Just as the Antoine Griezmann, Atlético Madrid, Barcelona feud seemed to be dying out, new details about the move have fired it up again.
Griezmann joined Barcelona in a €120m deal this summer, buying out his contract at the Wanda Metropolitano to secure the move.
Not long after, Atlético made a formal complaint about the transfer, however, insisting they were owed a further €80m as Griezmann had negotiated the deal earlier in the season when his release clause was still €200m.
The affair has ended up going through the courts, and a new twist in the tale has emerged while the clubs await a decision.
According to El Mundo, Griezmann was negotiating with Barcelona back in March around €14m worth of commissions from a potential move to the Nou Camp.
The newspaper reveals the Frenchman ‘exchanged a series of emails’ with the club, which they have seen, and these involved discussions about the move and payments to his advisors, who were mostly family members, and a key mediator.
Sevan Karian, Griezmann’s lawyer, sent the player, his father Allan and his sister Maud a written proposal that outlined who was receiving what as part of his move to Barça, which, based on the wording of the emails, was a done deal at this point.
It’s claimed Griezmann agreed to the transfer to Barcelona, despite them not having contacted Atlético about a move, but kept this from Diego Simeone’s club.
The emails discussed four commissions as part of the move and where they would be going. The first was to his sister Maude, who is his new agent, with the second going to the lawyer Karian and the third to ‘a French commission agent’.
The fourth one, some €7m, was heading to ‘a Barcelona lawyer’ who Griezmann had a close personal relationship with after having worked with him when trying to move to Barça the year before. This person is the aforementioned ‘key mediator’.
The documents became public as Griezmann’s family elected to cut out the French commission agent from the deal, who then leaked the emails as revenge, which ended up in Atlético’s hands. Interestingly, though, the Madrid club elected not to include them as part of the documents issued in their complaint against Barcelona.
El Mundo say a decision on the case is expected in the next two weeks with judge Carmen Pérez set to decide how Barcelona will be punished, or if they will face any punishment at all.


WHAT YOU NEED TO DO: Restate every entry verbatim; drop the pictures.

RECORD SET:
---
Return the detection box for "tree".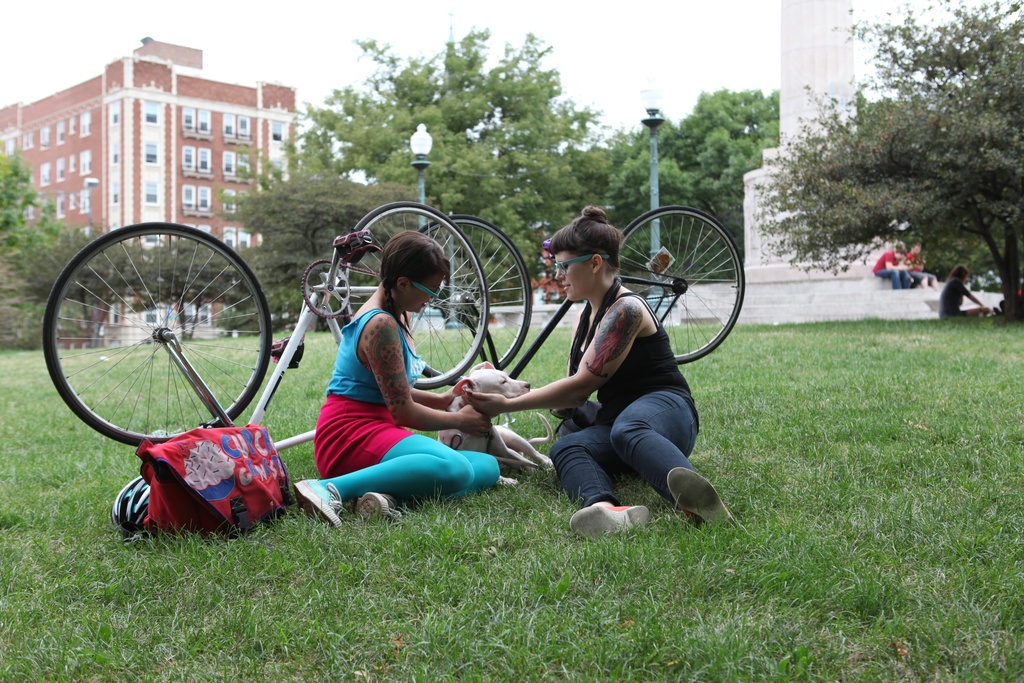
BBox(225, 165, 435, 338).
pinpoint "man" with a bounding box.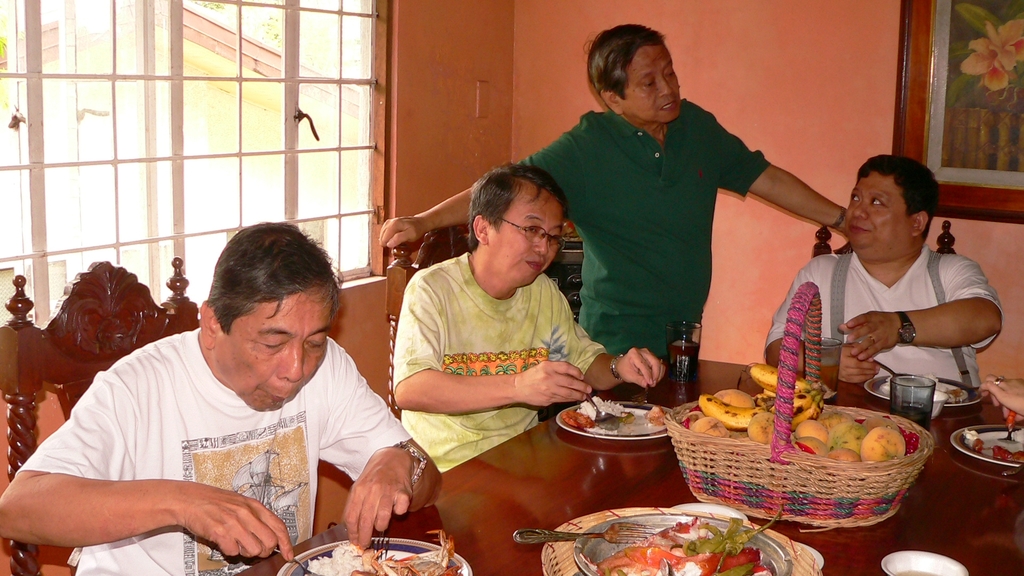
pyautogui.locateOnScreen(763, 153, 1003, 393).
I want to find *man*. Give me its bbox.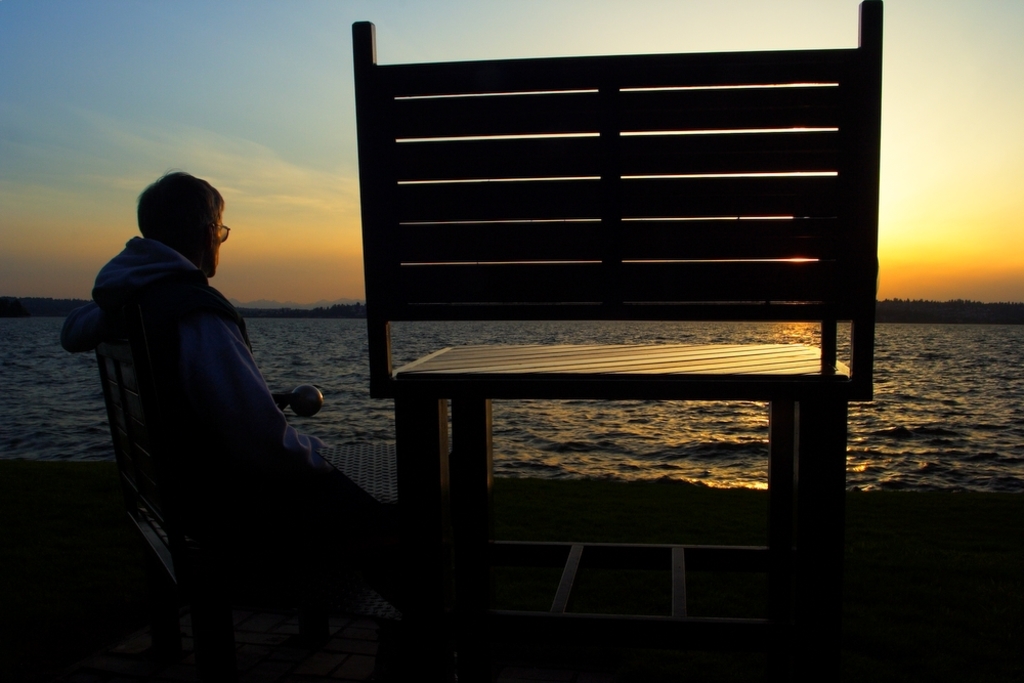
(71, 215, 428, 650).
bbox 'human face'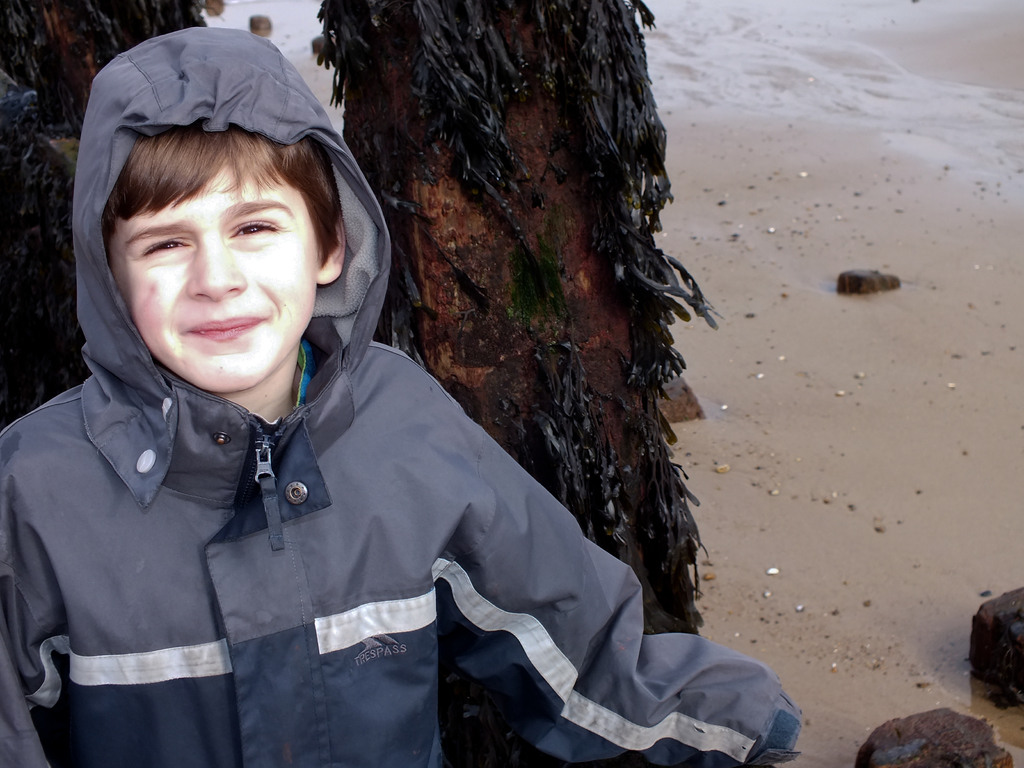
bbox=[107, 144, 317, 393]
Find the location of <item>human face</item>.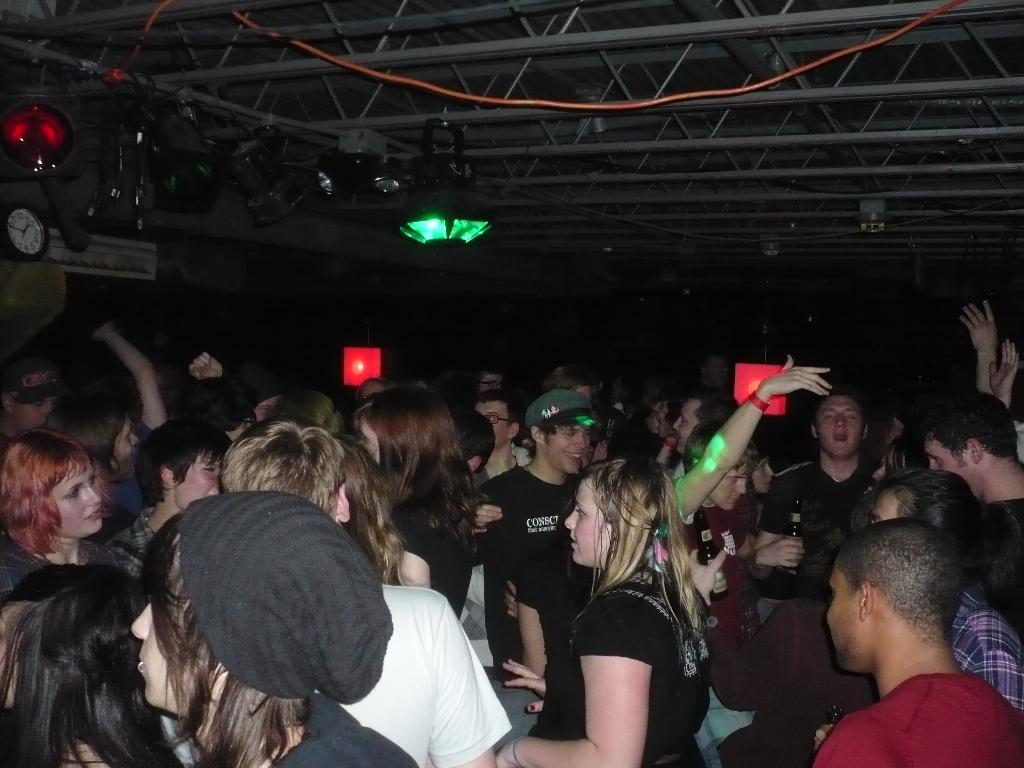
---
FINISHED EXERCISE:
Return the detection box for "tree".
BBox(225, 165, 435, 338).
pinpoint "man" with a bounding box.
pyautogui.locateOnScreen(763, 153, 1003, 393).
I want to find *man*. Give me its bbox.
(71, 215, 428, 650).
bbox 'human face'
bbox=[107, 144, 317, 393]
Find the location of <item>human face</item>.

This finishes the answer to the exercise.